A recent study from our laboratory on the oxidation of
cysteamine by iodine and acidic iodate showed that these
mild oxidants only oxidized cysteamine to its dimer,
cystamine (21). In this study, stronger oxidants bromine and
acidic bromate have been used. The aim of the study re-
ported in this manuscript was to investigate whether these
oxidants also produced cystamine as a viable product or
whether the oxidation proceeded to hypotaurine or all the
way to taurine as well as the N-bromotaurines. Bromate is a
precursor to HOBr, a particularly damaging oxidizing spe-
cies in the physiological environment. Stimulated granulo-
cytes produce oxidizing agents (especially H2O2) and secrete
granular proteins into the extracellular medium, which con-
tributes to their antimicrobial, cytotoxic, and cytolytic activi-
ties (22). Each group of cells contains a specific peroxidase,
which catalyzes the reactions of hydrogen peroxide with
halogens. The enzyme, myeloperoxidase, which is abundant
in neutrophils, catalyzes the oxidation of Br– ions by H2O2
to yield HOBr as a reactive and oxidatively damaging prod-
uct (23).
Materials
Cysteamine hydrochloride (CA, 2-aminoethanethiol hydro-
chloride) 98%, cystamine, bromine, potassium iodide, potas-
sium bromide (Sigma-Aldrich), sodium perchlorate (98%)

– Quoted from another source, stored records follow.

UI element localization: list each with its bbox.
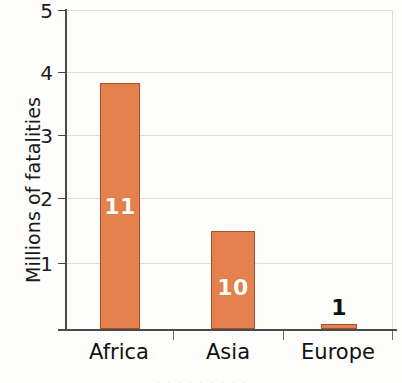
gridline-4 <box>65 72 393 73</box>
y-tick-label-5: 5 <box>0 1 53 21</box>
bar-asia: 10 <box>211 231 255 329</box>
category-separator-1 <box>173 331 174 340</box>
category-separator-2 <box>283 331 284 340</box>
y-axis-tick-labels: 5 4 3 2 1 <box>0 0 53 383</box>
y-tick-label-4: 4 <box>0 63 53 83</box>
y-tick-mark-3 <box>58 135 67 136</box>
cut-off-caption: · · · · · · · · · <box>0 374 402 383</box>
y-axis-line <box>65 9 67 331</box>
x-axis-label-asia: Asia <box>173 340 283 364</box>
chart-figure: Millions of fatalities 5 4 3 2 1 11 10 1 <box>0 0 402 383</box>
y-tick-label-3: 3 <box>0 126 53 146</box>
y-tick-mark-1 <box>58 263 67 264</box>
y-tick-mark-5 <box>58 10 67 11</box>
y-tick-label-1: 1 <box>0 254 53 274</box>
bar-label-europe: 1 <box>322 295 356 320</box>
category-separator-3 <box>392 331 393 340</box>
plot-right-border <box>392 10 393 330</box>
y-tick-mark-4 <box>58 72 67 73</box>
y-tick-label-2: 2 <box>0 189 53 209</box>
x-axis-label-africa: Africa <box>65 340 173 364</box>
plot-area: 11 10 1 <box>65 10 393 330</box>
x-axis-label-europe: Europe <box>283 340 393 364</box>
y-tick-mark-2 <box>58 198 67 199</box>
gridline-5 <box>65 10 393 11</box>
x-axis-line <box>58 329 397 331</box>
y-tick-mark-0 <box>58 329 67 330</box>
bar-label-asia: 10 <box>212 275 254 300</box>
bar-africa: 11 <box>100 83 140 329</box>
bar-label-africa: 11 <box>101 194 139 219</box>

(Acros), sodium bromate, perchloric acid (72%), soluble
starch, sodium thiosulfate, and hydrochloric acid (Fisher)
were used without further purification. The concentration of
bromine was determined by standardization against
thiosulfate solution after addition of excess acidic iodide.
Spectrophotometry was used as a complementary technique
by measuring bromine absorbance at 390 nm where the ex-
tinction coefficient had been deduced to be 142 mol–1 L cm–1.
This standardization was carried out before each series of ki-
netic experiments owing to the volatile nature of bromine. CA
solutions were prepared just before use and not kept for more
than 24 h. All solutions were prepared using distilled and
deionized water from a Barnstead Sybron Corporation water-
purification unit. Inductively coupled plasma mass spectrome-
try (ICPMS) analysis showed negligible concentrations of
iron, copper, and silver and approximately 1.5 ppb of cad-
mium and 0.43 ppb in lead as the most abundant metal ions,
which was not enough to affect the overall reaction kinetics
and mechanism (25).
Methods
All experiments were carried out at 25.0 0.1 °C and a con-
stant ionic strength of 1.0 mol/L (NaClO4). CA, sodium per-
chlorate, and perchloric acid solutions were mixed in one
vessel and bromate (or bromine) solutions in another. A
PerkinElmer Lambda 25 UV–vis spectrophotometer interfaced
to a Pentium IV computer was used for most of the kinetics
–
and stoichiometric determinations. The slower BrO3 – CA re-
actions were monitored on the UV–vis spectrophotometer by
monitoring bromine absorbance at 390 nm. Faster reactions
were followed on a Hi-Tech Scientific SF61 – DX2 double
mixing stopped-flow spectrophotometer.